• Activity: Leaving out all images, write out the records that follow exactly.

BEGIN

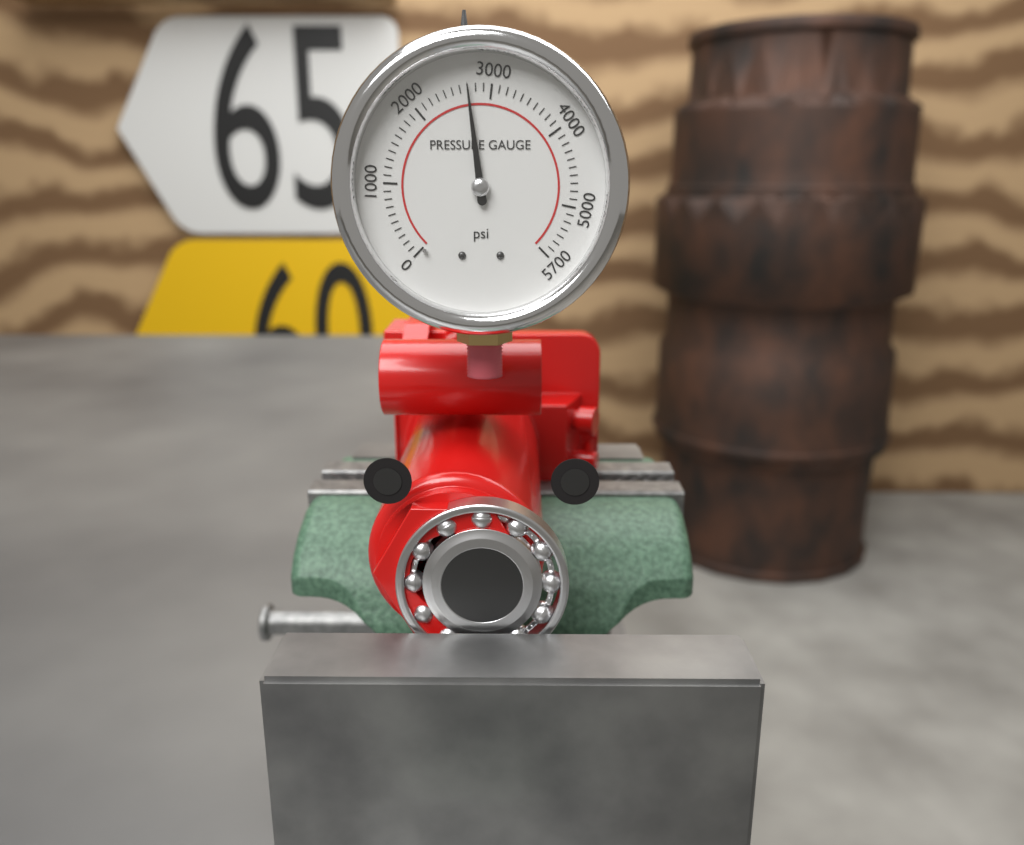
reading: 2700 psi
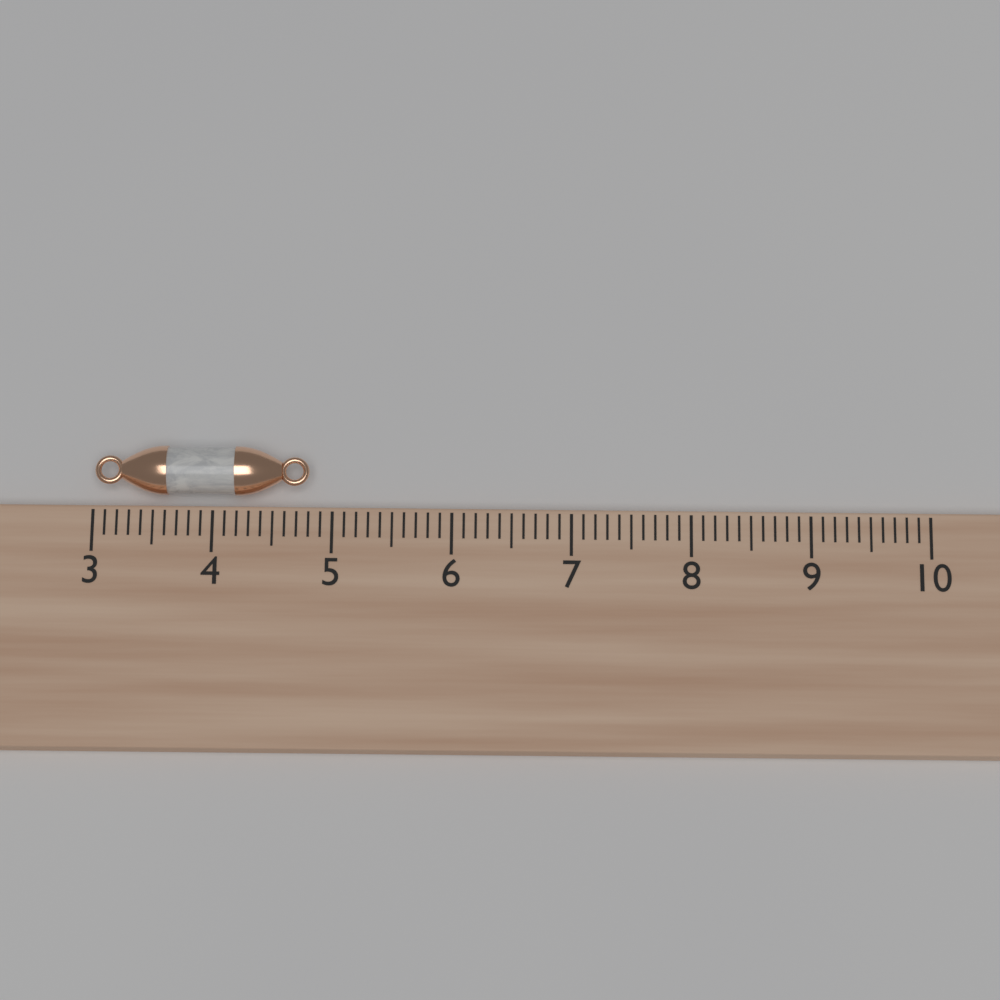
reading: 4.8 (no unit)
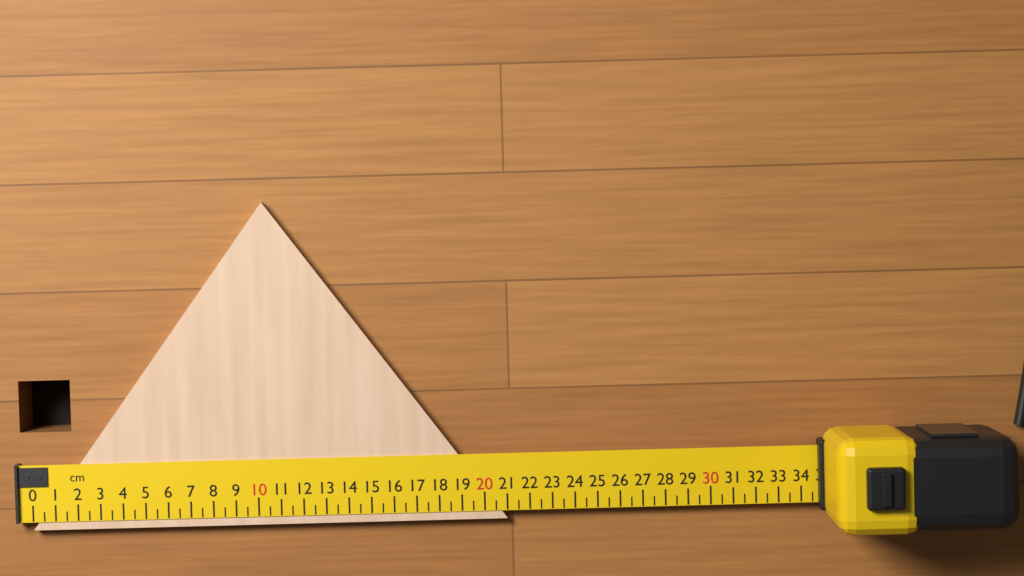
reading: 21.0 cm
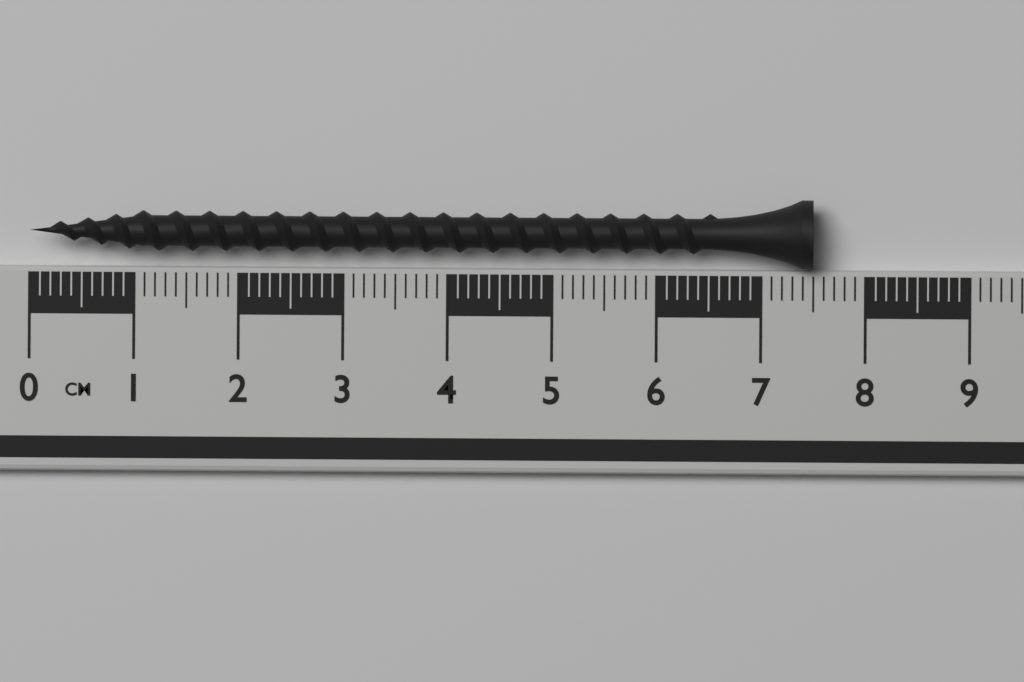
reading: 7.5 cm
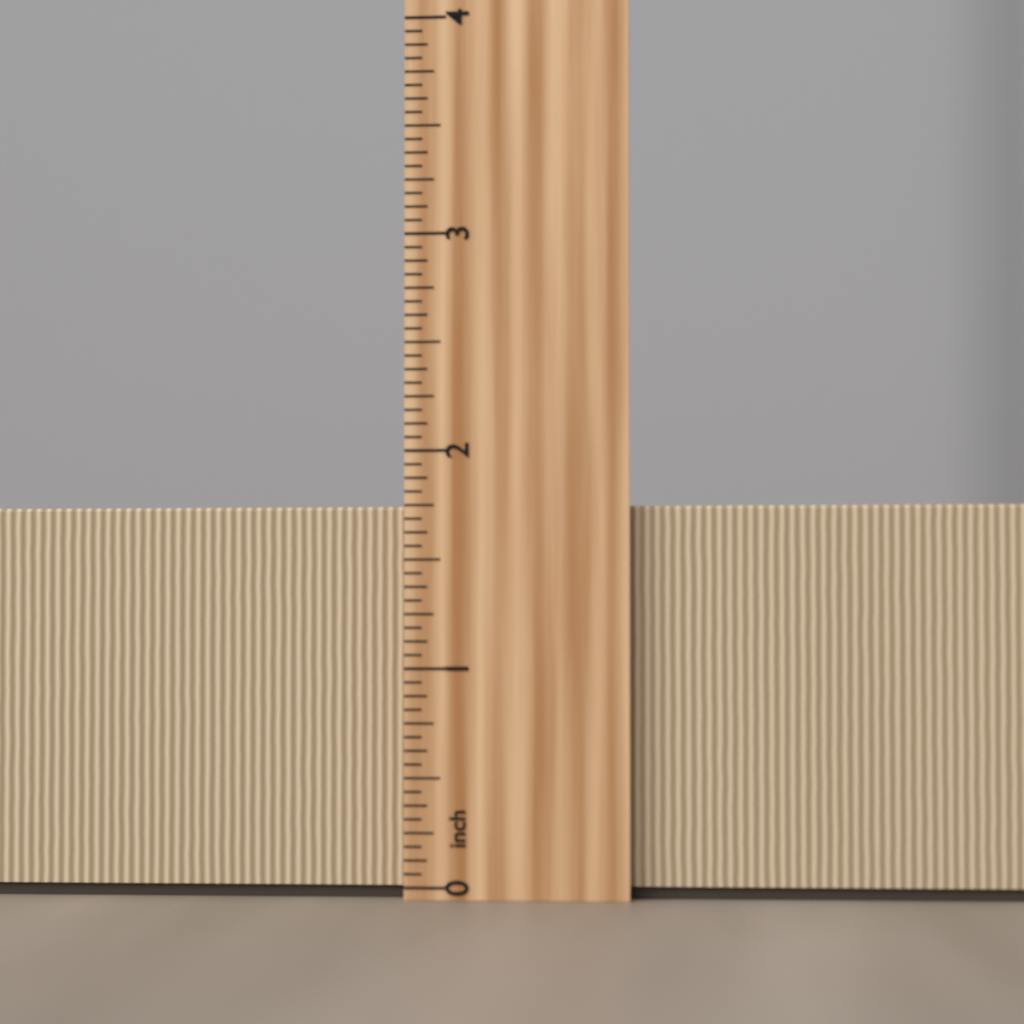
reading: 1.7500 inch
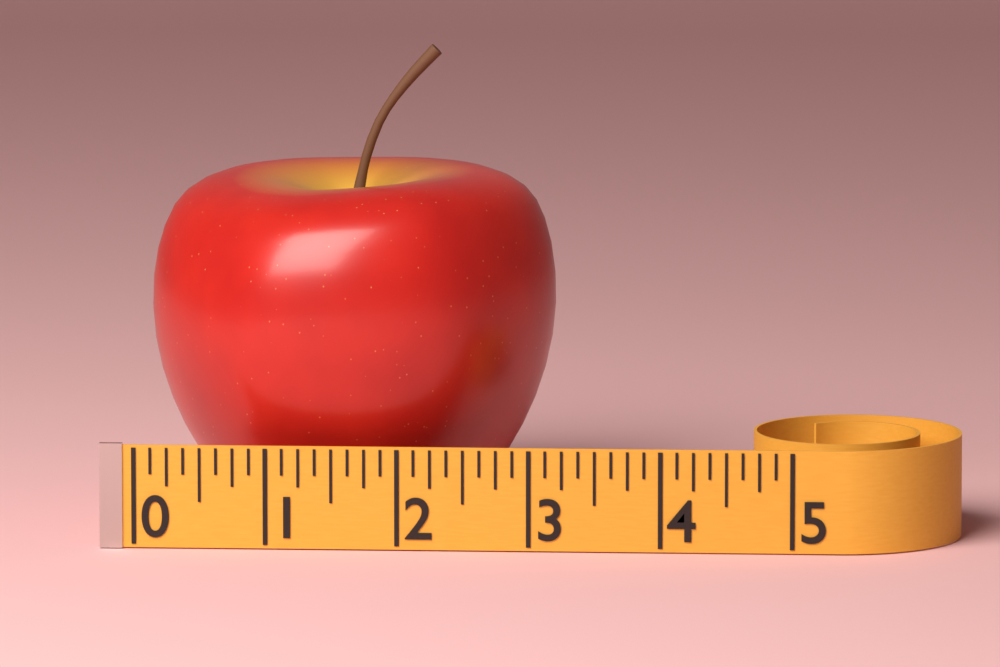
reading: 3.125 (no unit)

END

• Answer to the problem:
reading: 2700 psi
reading: 4.8 (no unit)
reading: 21.0 cm
reading: 7.5 cm
reading: 1.7500 inch
reading: 3.125 (no unit)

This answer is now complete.